Lately the housing market has faced a different conundrum at every turn. This year’s puzzle is the disconnect between an aggressive rise in the number of existing homes for sale and still sluggish transactions.
There are two reasons for this. The first has to do with which markets are seeing the fastest growth in resale inventory, while the second is more about the “vibes.” The bottom line is that in most of the country, even as the number of for-sale homes increases, we can still expect sellers to wait for buyers to come to them rather than chasing would-be buyers with discounts.
For all the talk about the mortgage rate lock-in effect keeping owners from listing their houses, resale inventory climbed a substantial 35% year-over-year through May at the national level, according to data from realtor.com. There are currently more homes for sale in the US than there have been since July 2020.
Yet, as of April, existing home sales have fallen compared with a year ago, even though they are off last year’s lows. Mortgage purchase applications have barely inched up, suggesting any uptick in transactions is largely down to all-cash buyers. Data from Altos Research shows that after healthier increases in March through the early part of May, the number of homes going into contract as we exited last month barely grew from a year earlier.
A paucity of inventory was blamed for weak transactions last year, but what explains this year’s anemic sales? The answer lies in where we’re getting that inventory growth. We’ve seen an especially large increase in Florida, as well as substantial increases in some of the other Gulf Coast states and Arizona. But, as Lance Lambert of housing analytics site ResiClub notes , zooming out to look at how things have changed on a five-year basis shows that most of the country has significantly fewer homes for sale today.
In Connecticut, for instance, there are 77% fewer homes for sale now versus 2019. Only a handful of states, led by Florida, Texas and Arizona, are still in the neighborhood of where they were five years ago. More stock helps, and should lead to more transactions over time, but most of the country remains substantially constrained on this front.

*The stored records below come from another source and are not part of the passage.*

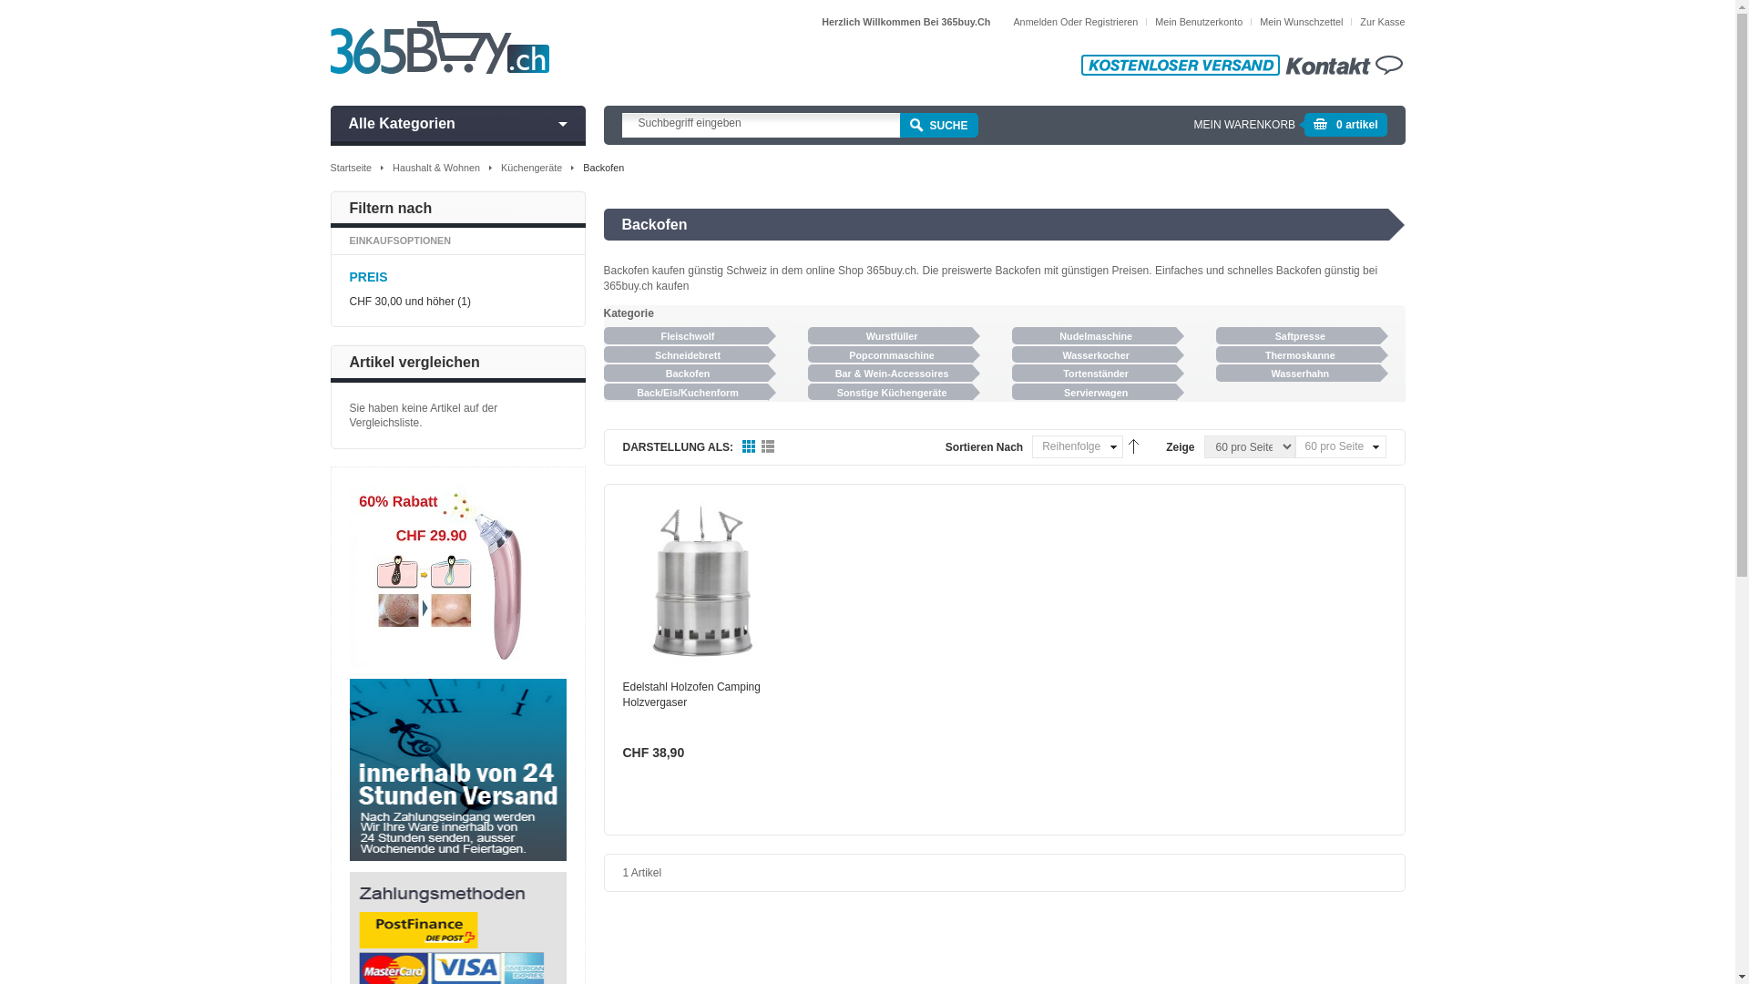 The height and width of the screenshot is (984, 1749). What do you see at coordinates (1383, 22) in the screenshot?
I see `Zur Kasse` at bounding box center [1383, 22].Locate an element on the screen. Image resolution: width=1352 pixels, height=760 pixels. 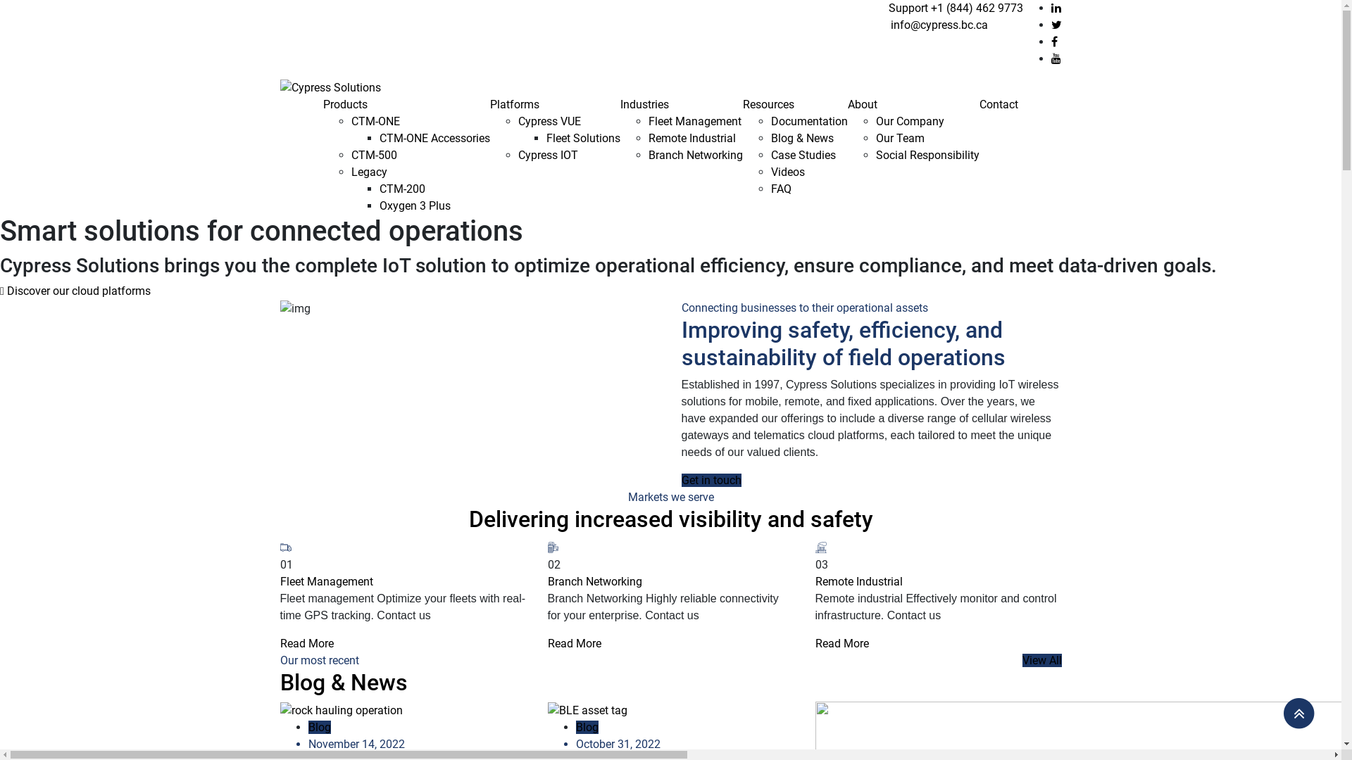
Videos is located at coordinates (788, 172).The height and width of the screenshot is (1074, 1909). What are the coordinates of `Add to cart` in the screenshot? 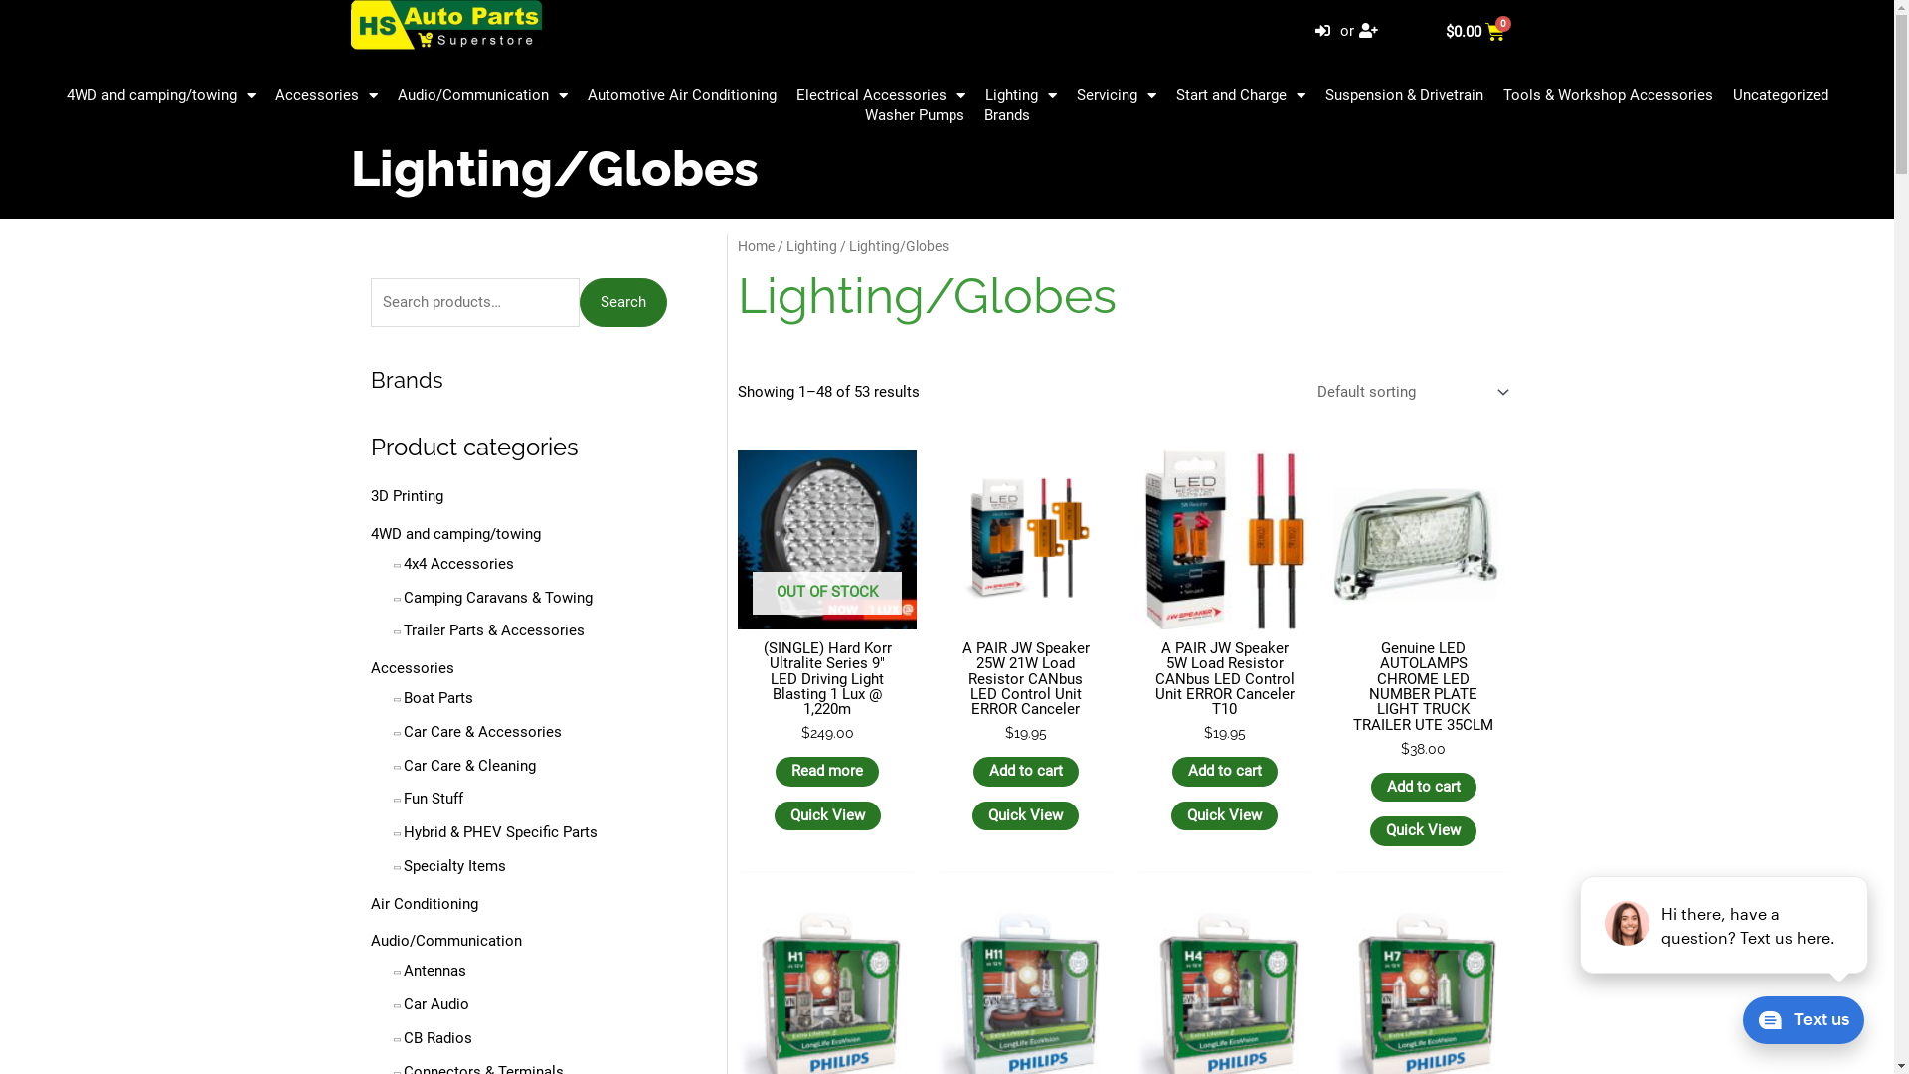 It's located at (1225, 772).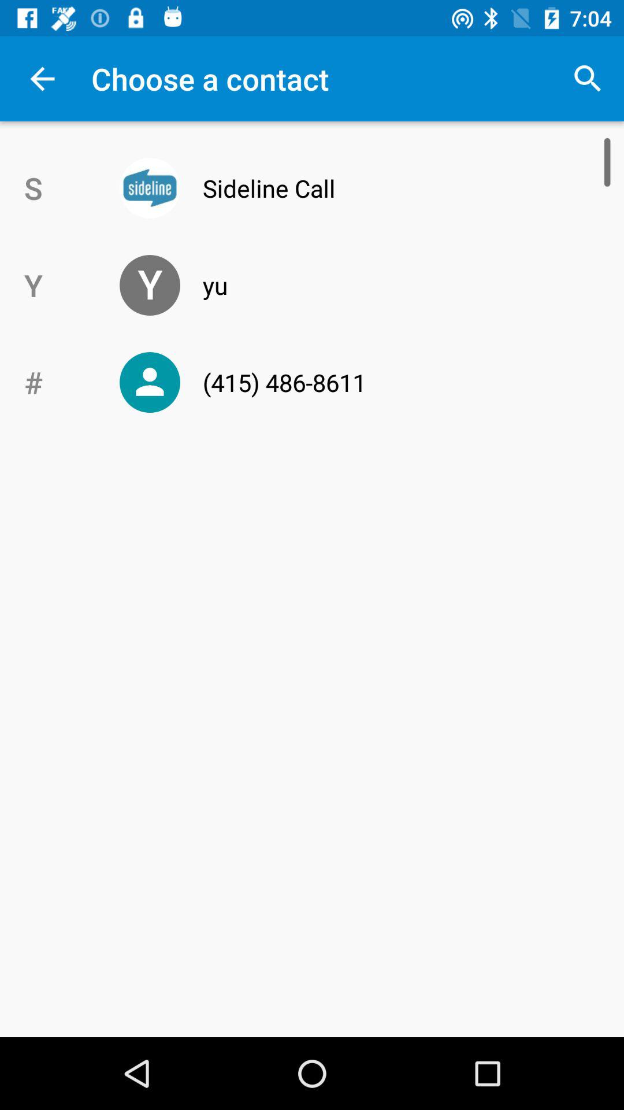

Additionally, the psychological dynamics of housing market participants are probably underappreciated. Over the past 18 months, we’ve had several mini rate cycles driven by shifts in the economic data and views about what the Federal Reserve does next.
At first, the fear was that elevated inflation would lead to more interest rate hikes and bring on a recession — dynamics that worried buyers and sellers alike. Over the past six months, markets have swung between two scenarios: An economy that is too strong for policy easing, or one where cooling inflation will allow some reduction. Mortgage rates have risen and fallen depending on the data flow. Neither scenario has involved a particularly elevated risk of recession and, as a result, there is no reason for sellers to worry about not finding buyers or about home prices falling significantly.
There are now a growing number of owners looking to sell, but with recession taken out of the equation, they haven’t yet felt any urgency to meet buyers where they are. Everybody knows that there’s a housing shortage and millions of Americans are looking to buy, leading sellers to be patient and buyers to rush in whenever we get any kind of decline in mortgage rates or a softening in asking prices. For buyers on the hunt, affordability continues to be the big constraint.
This sentiment is borne out by a recent survey from the National Association of Realtors which showed that confidence among home sellers rose in April despite the pick-up in inventory, while the median number of days a house stayed on the market fell to 26 from 33 in March. About 28% of sales were all cash.
I still wonder if the confidence that sellers are feeling will start to wane as moving season begins to wind down and fewer would-be buyers feel the urgency of making a decision before the new school year begins. Absent a drop in mortgage rates, that could shift market dynamics more in favor of buyers this fall as sellers start to worry about having to wait till next spring to offload their homes.
Maybe that would bring more psychological balance to the market and generate more transactions. For the time being, inventory isn’t increasing where buyers want to buy, and both sides have shown with their actions that sellers retain the upper hand.